The magnetic frontwoman of Metric, whose synth-driven anthems and sharp lyrics defined a strand of 2000s indie-rock cool.
Emily Haines is the kinetic center of Metric, a band whose sleek, urgent sound became a soundtrack for urban anxiety and exhilaration. Born in New Delhi and raised in Ontario, she was immersed in a creative environment; her father was the poet Paul Haines. She formed an early musical partnership with guitarist James Shaw while living in New York City in the late 1990s, a collaboration that would become the core of Metric. Relocating to Toronto, she also became a pivotal member of the sprawling indie collective Broken Social Scene, contributing vocals to classics like 'Anthems for a Seventeen Year-Old Girl.' With Metric, Haines crafted a distinct persona: part new-wave heroine, part poetic observer. Behind the keyboard, she delivered songs like 'Combat Baby' and 'Gold Guns Girls' with a cool detachment that could erupt into visceral release. Her lyrics often wrestled with themes of modernity, consumerism, and personal agency. Alongside Metric's commercially successful albums, she has released intimate, piano-based solo work as Emily Haines & The Soft Skeleton, revealing a more vulnerable side to her artistry.
1965–1980
The latchkey kids. Raised during divorce, recession, and the end of the Cold War. Skeptical, self-reliant, media-literate. They invented indie culture, grunge, and the early internet — then watched the Boomers take credit.
Emily was born in 1974, placing them squarely in the Generation X. The events that shaped this generation — economic uncertainty, the end of the Cold War, and the rise of personal computing — shaped the world they entered and the choices available to them.
The biggest hits of 1974
#1 Movie
The Towering Inferno
Best Picture
The Godfather Part II
#1 TV Show
All in the Family
The world at every milestone
Nixon resigns the presidency
Iran hostage crisis begins; Three Mile Island accident
Black Monday stock market crash
Hubble Space Telescope launched; Germany reunifies
LA riots after Rodney King verdict
Oklahoma City bombing; Windows 95 released
Indian Ocean tsunami kills over 230,000
Russia annexes Crimea; Ebola outbreak in West Africa
AI reshapes industries; Paris Olympics
She and Metric bandmate James Shaw once lived and recorded in a converted former heroin shooting gallery in Brooklyn.
Her father, Paul Haines, wrote the lyrics for the cult jazz album 'Escalator Over the Hill.'
She is an avid surfer.
The name 'Metric' was chosen because it 'sounded European and cool.'
“I never wanted to be a rock star. I just wanted to be in a band that was good.”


EXERCISE - In full and unaltered, output the records below.

PROVIDED ENTRIES -
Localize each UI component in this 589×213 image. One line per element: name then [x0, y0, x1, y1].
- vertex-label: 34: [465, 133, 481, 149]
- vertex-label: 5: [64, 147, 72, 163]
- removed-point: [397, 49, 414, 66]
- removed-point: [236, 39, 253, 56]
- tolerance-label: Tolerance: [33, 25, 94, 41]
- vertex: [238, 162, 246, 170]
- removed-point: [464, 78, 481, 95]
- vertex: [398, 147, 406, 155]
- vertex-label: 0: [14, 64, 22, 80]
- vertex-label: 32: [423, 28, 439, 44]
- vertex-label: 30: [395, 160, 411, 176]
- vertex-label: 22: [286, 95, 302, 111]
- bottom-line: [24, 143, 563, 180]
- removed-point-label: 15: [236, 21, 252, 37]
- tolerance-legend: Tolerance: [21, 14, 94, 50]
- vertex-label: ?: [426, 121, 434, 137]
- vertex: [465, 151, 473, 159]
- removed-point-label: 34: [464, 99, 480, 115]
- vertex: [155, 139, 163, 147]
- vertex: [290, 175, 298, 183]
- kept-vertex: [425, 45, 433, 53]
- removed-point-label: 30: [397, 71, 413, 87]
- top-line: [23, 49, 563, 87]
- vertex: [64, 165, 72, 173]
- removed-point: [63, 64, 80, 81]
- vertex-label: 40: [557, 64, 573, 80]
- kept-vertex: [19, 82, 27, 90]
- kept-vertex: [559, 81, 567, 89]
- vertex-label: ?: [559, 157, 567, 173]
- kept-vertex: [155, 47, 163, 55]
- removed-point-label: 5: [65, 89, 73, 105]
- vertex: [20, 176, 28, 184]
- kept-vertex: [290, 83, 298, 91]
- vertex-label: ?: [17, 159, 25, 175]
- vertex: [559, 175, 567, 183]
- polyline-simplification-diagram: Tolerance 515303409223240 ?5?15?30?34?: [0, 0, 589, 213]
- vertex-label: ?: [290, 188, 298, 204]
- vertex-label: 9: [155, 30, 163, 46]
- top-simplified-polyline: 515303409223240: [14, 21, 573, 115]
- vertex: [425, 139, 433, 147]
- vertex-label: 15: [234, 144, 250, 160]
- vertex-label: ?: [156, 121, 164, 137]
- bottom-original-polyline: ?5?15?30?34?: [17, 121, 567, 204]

EXERCISE ANSWER -
Localize each UI component in this 589×213 image. One line per element: name then [x0, y0, x1, y1].
- vertex-label: 34: [465, 133, 481, 149]
- vertex-label: 5: [64, 147, 72, 163]
- removed-point: [397, 49, 414, 66]
- removed-point: [236, 39, 253, 56]
- tolerance-label: Tolerance: [33, 25, 94, 41]
- vertex: [238, 162, 246, 170]
- removed-point: [464, 78, 481, 95]
- vertex: [398, 147, 406, 155]
- vertex-label: 0: [14, 64, 22, 80]
- vertex-label: 32: [423, 28, 439, 44]
- vertex-label: 30: [395, 160, 411, 176]
- vertex-label: 22: [286, 95, 302, 111]
- bottom-line: [24, 143, 563, 180]
- removed-point-label: 15: [236, 21, 252, 37]
- tolerance-legend: Tolerance: [21, 14, 94, 50]
- vertex-label: ?: [426, 121, 434, 137]
- vertex: [465, 151, 473, 159]
- removed-point-label: 34: [464, 99, 480, 115]
- vertex: [155, 139, 163, 147]
- vertex: [290, 175, 298, 183]
- kept-vertex: [425, 45, 433, 53]
- removed-point-label: 30: [397, 71, 413, 87]
- top-line: [23, 49, 563, 87]
- vertex: [64, 165, 72, 173]
- removed-point: [63, 64, 80, 81]
- vertex-label: 40: [557, 64, 573, 80]
- kept-vertex: [19, 82, 27, 90]
- kept-vertex: [559, 81, 567, 89]
- vertex-label: ?: [559, 157, 567, 173]
- kept-vertex: [155, 47, 163, 55]
- removed-point-label: 5: [65, 89, 73, 105]
- vertex: [20, 176, 28, 184]
- kept-vertex: [290, 83, 298, 91]
- vertex-label: ?: [17, 159, 25, 175]
- vertex: [559, 175, 567, 183]
- polyline-simplification-diagram: Tolerance 515303409223240 ?5?15?30?34?: [0, 0, 589, 213]
- vertex-label: ?: [290, 188, 298, 204]
- vertex-label: 9: [155, 30, 163, 46]
- top-simplified-polyline: 515303409223240: [14, 21, 573, 115]
- vertex: [425, 139, 433, 147]
- vertex-label: 15: [234, 144, 250, 160]
- vertex-label: ?: [156, 121, 164, 137]
- bottom-original-polyline: ?5?15?30?34?: [17, 121, 567, 204]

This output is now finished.